While Facebook has a massive global reach, detailed audience data and a dominant share of the digital ad market, the company has had a tortured relationship with publishers and news content in general. The company faced criticism for allowing about 3,000 Russian-bought ads about the 2016 U.S. presidential election to be shared and viewed between January 2015 and August 2017. The company revealed that 500 sock-puppet accounts bought the ads to stir up fervor about divisive issues like immigration, gun ownership and LGBT rights, per a blog post.

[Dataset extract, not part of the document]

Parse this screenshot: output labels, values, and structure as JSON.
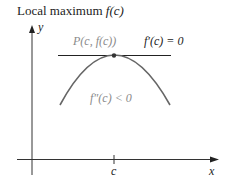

Over the years, Facebook has added more publisher content to its news feed that appears as a continuous scroll of posts from friends, shared content and ads. The company in January announced a change to the feed that would emphasize more posts from friends and family, which had a chilling effect on publishers that depend on Facebook for most of their viewership. Last month, social publishing startup Little Things shut down after suffering a major decline in Facebook viewership.
Facebook needs to build up its video programming to lure a greater share of ad dollars, especially as media companies are warming up to Google’s YouTube. While Facebook has put less priority on publisher content, YouTube is letting content producers monetize their efforts with direct selling of ads in their videos, per Digiday. Video is a sales driver for publishers, making up about 85% of all third-party revenue, according to Digital Content Next data cited by Digiday.